Cancer tissue subtypes and prostate cancer prognosis


A newly published article in JAMA Oncology is asking whether there is a completely different way to look at how to classify prostate cancer tissue types and correlate such classification to responses to treatment using certainly classes of drugs.

This process is known as “molecular subtyping” and in the current study the research team classified the various patients’ tissue types into one of three subgroups:

  • Luminal A
  • Luminal B
  • Basal

which are analagous to three of the five molecular subtypes used in the molecular subtyping of breast cancer tissues (see here).

The research team (Zhao et al.) actually carried out two related studies by using retrospectively collected tissues from 1,567 patients who had been foll,owed for a median of 10 years from initial diagnosis and treatment, and prospectively collected tissues from another 2,215 prostate cancer patients.

Here is what they found:

  • For all 3,782 samples, the patients’ prostate cancer could be consistently segregated as follows:
    • Retrospective samples
      • Luminal A subtype: 538/1,567 (34.3 percent)
      • Luminal B subtype: 447/1,567 (28.5 percent)
      • Basal subtype: 582/1,567 (37.1 percent)
    • Prospective samples
      • Luminal subtype A: 737/2,215 (33.3 percent)
      • Luminal subtype B: 723/2,215 (32.6 percent)
      • Basal subtype: 755/2,215 (34.1 percent)
  • There was a clear connection between the different subtypes and prostate cancer biology:
    • Known luminal lineage markers were enriched in the luminal-like cancers.
    • The basal lineage CD49f signature was enriched in the basal-like cancers.
  • At 10 years of follow-up among the retrospective cohort of patients,
    • Patients with the luminal A subtype prostate cancers had
      • A 10-year biochemical recurrence-free survival [bRFS] of 41 percent
      • A distant metastasis-free survival [DMFS] of 73 percent
      • A prostate cancer-specific survival [PCSS] of 89 percent
      • An overall survival [OS] of 82 percent
    • Patients with the luminal B subtype prostate cancers had
      • A bRFS of 29 percent
      • A DMFS of 53 percent
      • A PCSS of 78 percent
      • An OS of 69 percent
    • Patients with the basal subtype prostate cancers had
      • A bRFS of 39 percent
      • A DMFS of 73 percent
      • A PCSS of 86 percent
      • An OS of 80 percent
  • Both luminal-like subtypes were associated with increased androgen receptor expression and signaling.
  • Only luminal B prostate cancers were significantly associated with postoperative response to androgen deprivation therapy (ADT).
  • Molecular subtyping by luminal and basal status in prostate cancer is prognostic for clinical outcomes and may be associated with response to postoperative ADT.

The authors conclude that

  • Luminal- and basal-like prostate cancers demonstrate divergent clinical behavior, and patients with luminal B tumors respond better to postoperative ADT than do patients with non-luminal B tumors. These findings contribute novel insight into prostate cancer biology, providing a potential clinical tool to personalize ADT treatment for prostate cancer by predicting which men may benefit from ADT after surgery.

It may take a while to work out just how important this all is in the practical treatment of men with higher-risk and progressive forms of prostate cancer, but in an invited commentary on this article by Abida and Scher, in the same issue of JAMA Oncology, these two commentators clearly seem to think that this set of findings of considerable potential import.

Findings like this may also have considerable relevance to other research, like that being initiated by van Allen and colleagues at The Broad Institute (the so-called Prostate Cancer Project that we discussed just the other day).

One Response

  1. The main point here looks quite interesting, but with a puzzling tangent.

    This tangent does not bear on the main point, but I was puzzled by the relatively low overall survival figures for the three categories at the 10-year point versus the figure published by the American Cancer Society for relative 10-year survival for US men (based on SEER data): 94% relative to their age-matched peers. The overall survival figures for the three groups above are:

    — Luminal A: 82%;
    — Luminal B: 69%; and
    — Basal: 80%.

    Perhaps the 10-year survival clock started at the date of RP instead of the date of diagnosis. Also, these men were all RP patients, and perhaps inclusion of men on active surveillance in the ACS figure boosts the average survival percentage a bit. On the other hand, this group would likely include few or none of the men diagnosed with distant metastases, men who have a median survival of 29% at 5 years per the latest ACS figures, and this fact would boost the average survival in a group such as the current study that effectively excluded such men. Perhaps the study group was treated many years ago where overall relative survival in the US was not as good.

    Any thoughts regarding this tangent?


In the entries below, find the line with "At what (x,y)" and the line with "Locate an element on the screen. The height"; give again those lines and every line between them, exactly.

_Data shown_
*** Begin section ***

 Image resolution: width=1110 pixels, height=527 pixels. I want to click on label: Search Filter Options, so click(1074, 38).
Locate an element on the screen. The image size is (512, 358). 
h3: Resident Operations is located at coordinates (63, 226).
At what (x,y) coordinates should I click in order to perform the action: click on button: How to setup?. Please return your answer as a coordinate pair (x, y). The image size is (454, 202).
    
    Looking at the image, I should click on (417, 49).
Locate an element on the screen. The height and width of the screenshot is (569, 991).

*** End section ***
*** Begin section ***

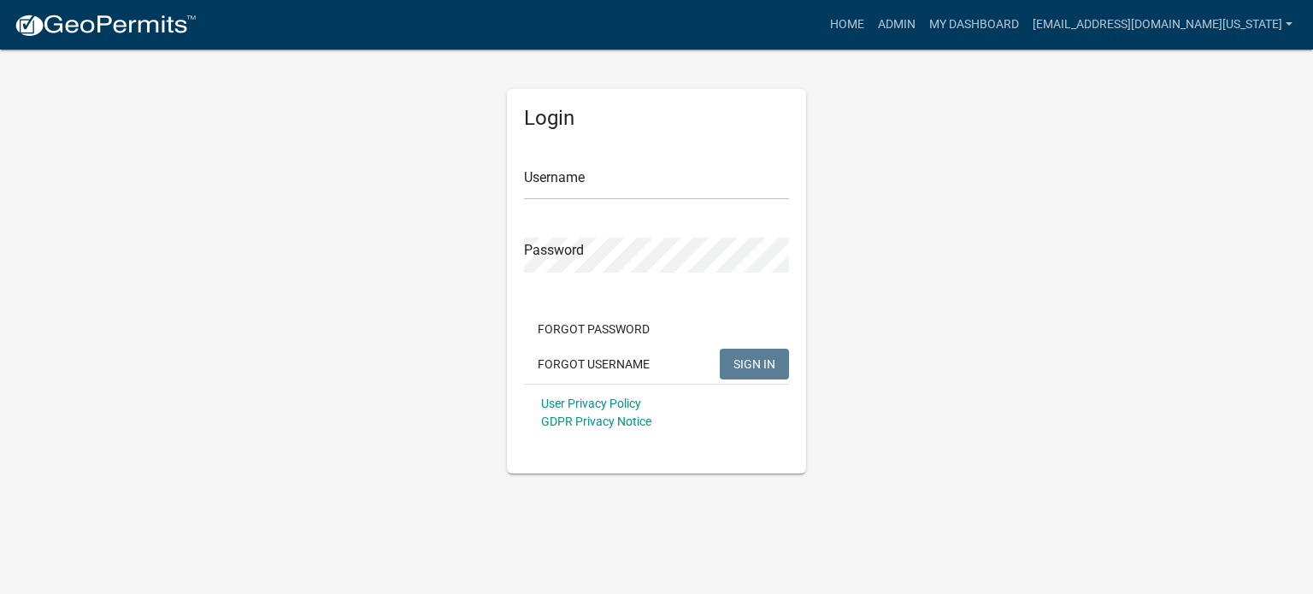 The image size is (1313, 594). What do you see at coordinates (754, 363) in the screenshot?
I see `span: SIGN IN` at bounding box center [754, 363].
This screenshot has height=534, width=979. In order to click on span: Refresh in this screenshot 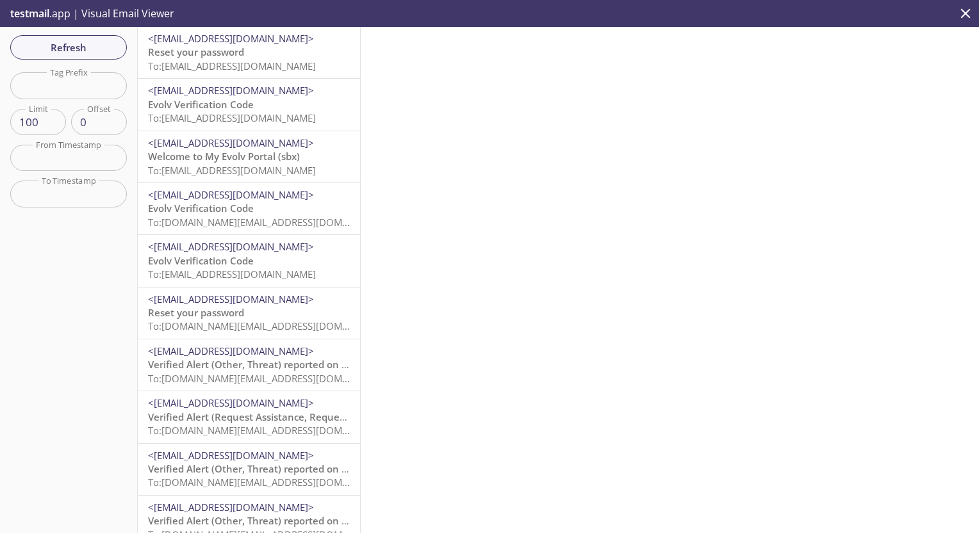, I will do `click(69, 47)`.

*** End section ***

_Solved exercise_
At what (x,y) coordinates should I click in order to perform the action: click on button: How to setup?. Please return your answer as a coordinate pair (x, y). The image size is (454, 202).
    
    Looking at the image, I should click on (417, 49).
Locate an element on the screen. The height and width of the screenshot is (569, 991).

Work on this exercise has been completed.